Commercial, Energy Efficiency - August 26, 2016
Energy benchmarking pays off for NYC buildings
A 2009 law requiring thousands of New York City buildings to report their energy use every year has been effective in cutting consumption, the city said Aug. 24.
Over the past three years, 3,000 consistently reporting buildings have cut greenhouse gas emissions by 8% and energy use by 6%, according to a new progress report from Mayor Bill deBlasio's office. The 2009 law, which applies to city- or privately owned buildings more than 50,000 square feet, mandates the reporting of energy and water use — a practice commonly called benchmarking — annually in the U.S. EPA's online tool, the Energy Star's Portfolio Manager, and use the tool to submit data to the city. The total number of buildings affected by the law is approximately 15,000, the city said.
The full report was published by Crain's New York Business. Although some of the energy and greenhouse gas emissions reduction was likely due to retrofits or upgrades, "experts said the overall numbers prove the law's basic idea: owners will reduce their power consumption if they see how much energy they are using compared with other buildings of similar size," Crain's reported.
"Some owners have probably wondered whether all the new regulations on energy use was just a grand paper exercise," Russell Unger, executive director of Urban Green Council, which worked alongside the mayor's office and New York University's Center for Urban Science and Progress on the report, said in a statement. "This report tells us 'absolutely not.' Hard data shows the new city laws are having their intended impact, and it's substantial. With the active cooperation of NYC's real estate industry, we've cut building energy use. And thanks to the data trove we have from these new laws, every year we learn more and more about buildings and where to aim our future efforts."
The report is expected to serve future work that can lead to a reduction in greenhouse gas emissions and encourage the expansion of detailed benchmarking to improve the energy efficiency of buildings across the five boroughs, the city said. The mayor's office considers the task of improving the energy efficiency of city buildings an integral aspect of it's "OneNYC" commitment to reduce greenhouse gas emissions by 80% from 2005 levels from 2050, commonly referred to as "80x50."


#### Work request
Every line of the listing below is to be repeated exactly; the pictures stay out.
* * * * * * *
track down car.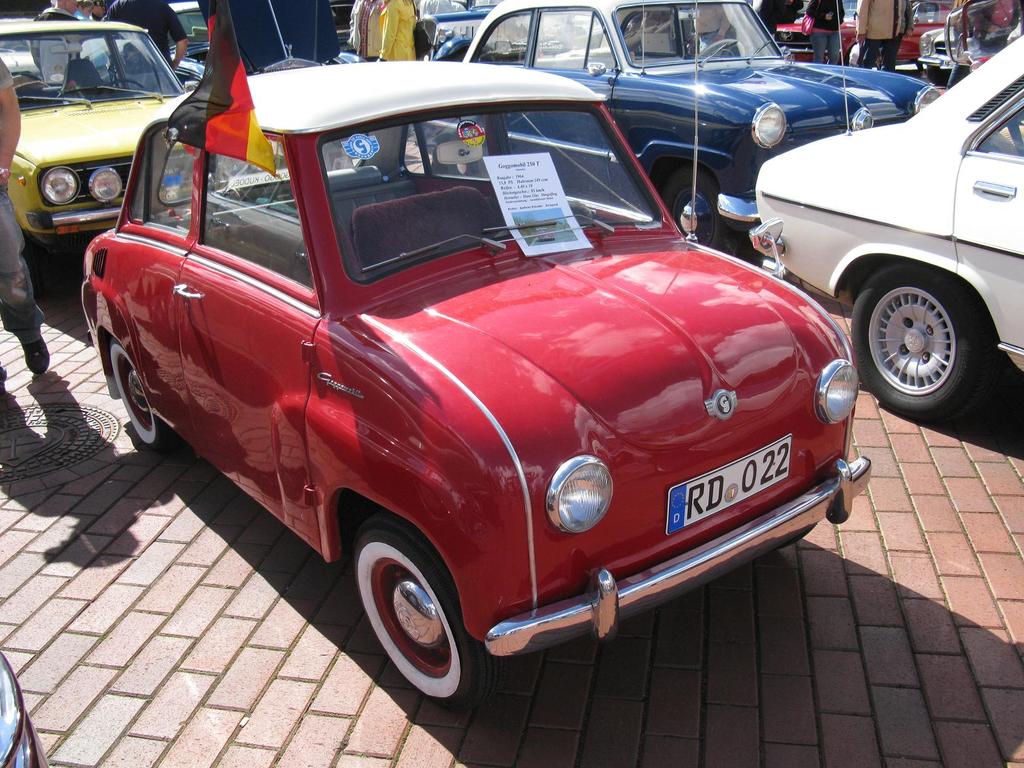
Tracked to pyautogui.locateOnScreen(0, 648, 46, 767).
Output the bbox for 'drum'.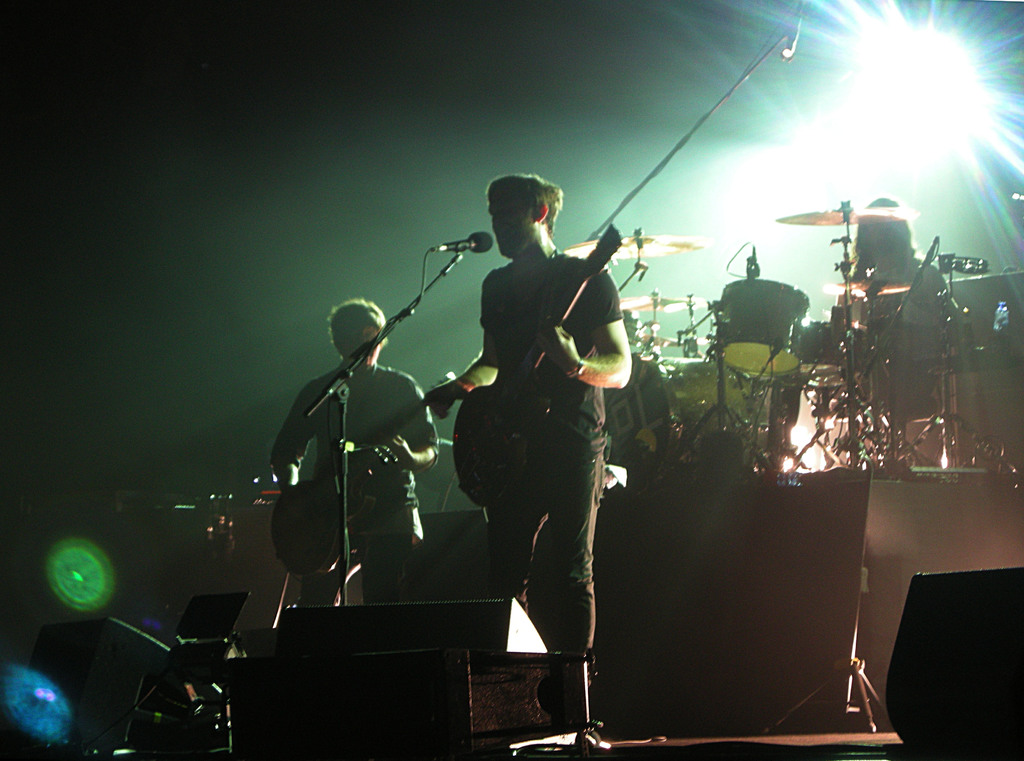
[left=802, top=321, right=861, bottom=389].
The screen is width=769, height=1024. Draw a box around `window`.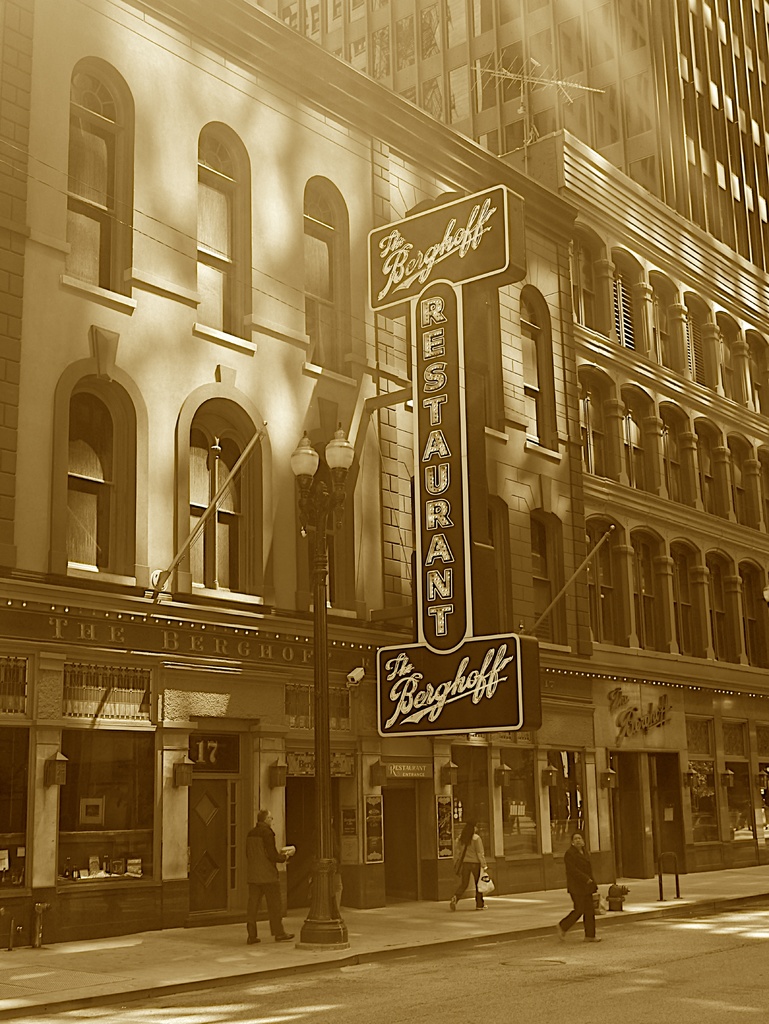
* * * * * * *
#### Reply to the task
track down car.
Tracked to pyautogui.locateOnScreen(0, 648, 46, 767).
Output the bbox for 'drum'.
[left=802, top=321, right=861, bottom=389].
The screen is width=769, height=1024. Draw a box around `window`.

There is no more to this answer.